Friday 9 October 2015

Bringing it all back home

[First published on CityMetric, 7 October 2010]

The pathway to local government devolution is rocky, with surprises waiting round every corner. Just when we had got used to the asymmetric "city deal" model, and to a deafening silence on fiscal devolution, the chancellor unveils another surprise – full devolution of business rates to local authorities.

This measure, recommended by the London Finance Commission in their 2013 report, is good news for London and other local authorities, a tentative first step away from the centralised funding model that came in with Council Tax. There are still details to follow, and there will doubtless be all sorts of devils lurking in them, but the starting point will be each local authority retaining all the business rates it collects, with a corresponding reduction in central government grants.

Grants will then be frozen, so any increase in business rates from local growth will be retained by the local authority; any reduction will hit budgets. This creates an incentive to promote business growth (though it would be hard to find a councillor who didn’t already want more businesses on his or her patch).

Councils will not have unfettered power to vary the level of business rates charged locally. They will be able to give discounts as an incentive to attract or retain businesses, but will only be allowed to increase the rate charged locally in limited circumstances (essentially, for infrastructure investment, in consultation with local businesses, and in places where there is an elected mayor – the approach that part-funded Crossrail).

Commentators have observed that, if London continues to grow faster than other UK cities, further measures will be needed to rebalance taxes between the regions (which risks undermining the incentives). But London also presents a microcosm of this challenge in itself, as a result of its pronounced split between central business districts and residential suburbs, many of which have significant proportions of poor people.

London has some of the biggest tax generators in the country but also some of the areas with biggest concentrations of need. If there was no equalisation in place, some London boroughs would be able to fund their services with huge surpluses to spare, while others would be among the most underfunded in the country. Research by Local Government Chronicle suggests that City of London, Westminster, Hillingdon, Camden, and Kensington and Chelsea would be the five best-funded councils in the country; Lewisham, Waltham Forest and Haringey would be among the worst-funded.

While the equalised starting point would level the playing field on day one, the mayor’s infrastructure plan suggests that growth will continue to be spread unevenly between boroughs, with central London gaining most ground. All other things being equal, therefore, outer London councils would gradually lose funding while inner London councils would gain.

Outer London councils might try to remedy this by aggressively cutting local business rates to attract more businesses. But even assuming it was successful, this "race to the bottom" would quickly create conflicts with the assumptions of the London Plan and Transport for London’s strategy, which assume a hierarchy of business districts.

The end point of this approach, making London into 33 self-sufficient local economies would not just go against decades of policy, but would fly in the face of London’s status as a world city. To paraphrase Engels, you cannot have capitalism in one borough.

Alternatively, and as suggested by the Finance Commission, London boroughs and the GLA will need to find a new way to allocate funding, so that the boroughs with most businesses share the proceeds of growth with the boroughs that house their workforce. The GLA and London boroughs have strengthened their ties in a number of ways already; perhaps fiscal devolution will push them to take their relationship a step further, and open a joint account.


TRY IT: In the listing that follows, copy out each line that includes the word "Wireless".
____________________
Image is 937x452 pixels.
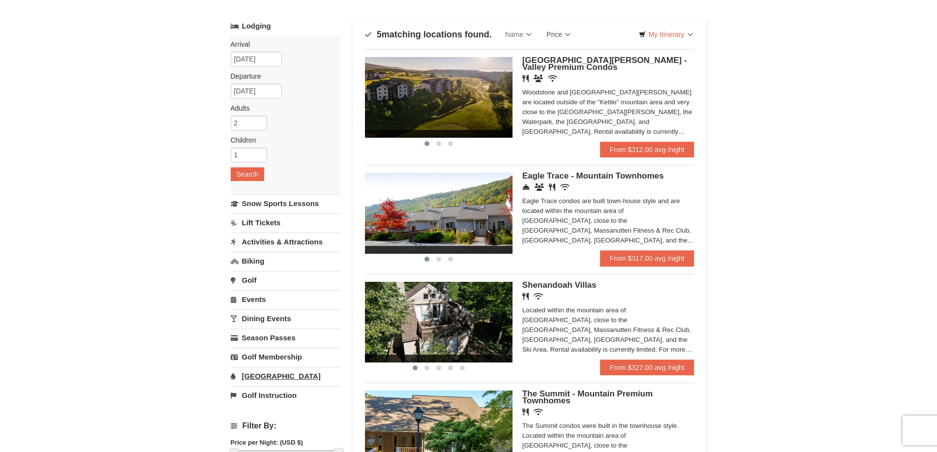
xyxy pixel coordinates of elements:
a: Price [539,25,578,44]
a: Golf Membership [231,348,340,366]
i: Wireless Internet (free) [560,184,570,191]
a: Golf [231,271,340,289]
span: Eagle Trace - Mountain Townhomes [523,171,664,181]
strong: Price per Night: (USD $) [231,439,303,446]
a: From $312.00 avg /night [600,142,695,157]
i: Concierge Desk [523,184,530,191]
a: From $317.00 avg /night [600,250,695,266]
span: Shenandoah Villas [523,280,597,290]
i: Conference Facilities [535,184,544,191]
a: From $327.00 avg /night [600,360,695,375]
i: Banquet Facilities [534,75,543,82]
i: Restaurant [523,293,529,300]
a: Snow Sports Lessons [231,194,340,213]
a: [GEOGRAPHIC_DATA] [231,367,340,385]
i: Wireless Internet (free) [548,75,557,82]
span: 5 [377,30,382,39]
label: Children [231,135,333,145]
a: Lodging [231,17,340,35]
a: Events [231,290,340,308]
a: Activities & Attractions [231,233,340,251]
a: Season Passes [231,329,340,347]
i: Restaurant [523,408,529,416]
h4: Filter By: [231,422,340,431]
span: The Summit - Mountain Premium Townhomes [523,389,653,405]
a: Name [498,25,539,44]
label: Adults [231,103,333,113]
div: Located within the mountain area of [GEOGRAPHIC_DATA], close to the [GEOGRAPHIC_DATA], Massanutte... [523,306,695,355]
i: Wireless Internet (free) [534,408,543,416]
i: Restaurant [523,75,529,82]
h4: matching locations found. [365,30,492,39]
a: My Itinerary [633,27,699,42]
a: Biking [231,252,340,270]
label: Arrival [231,39,333,49]
a: Golf Instruction [231,386,340,404]
a: Dining Events [231,309,340,328]
div: Woodstone and [GEOGRAPHIC_DATA][PERSON_NAME] are located outside of the "Kettle" mountain area an... [523,88,695,137]
span: [GEOGRAPHIC_DATA][PERSON_NAME] - Valley Premium Condos [523,56,687,72]
div: Eagle Trace condos are built town-house style and are located within the mountain area of [GEOGRA... [523,196,695,246]
a: Lift Tickets [231,214,340,232]
i: Wireless Internet (free) [534,293,543,300]
i: Restaurant [549,184,555,191]
label: Departure [231,71,333,81]
button: Search [231,167,264,181]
____________________
ANSWER TO THIS PROBLEM:
i: Wireless Internet (free) [560,184,570,191]
i: Wireless Internet (free) [548,75,557,82]
i: Wireless Internet (free) [534,408,543,416]
i: Wireless Internet (free) [534,293,543,300]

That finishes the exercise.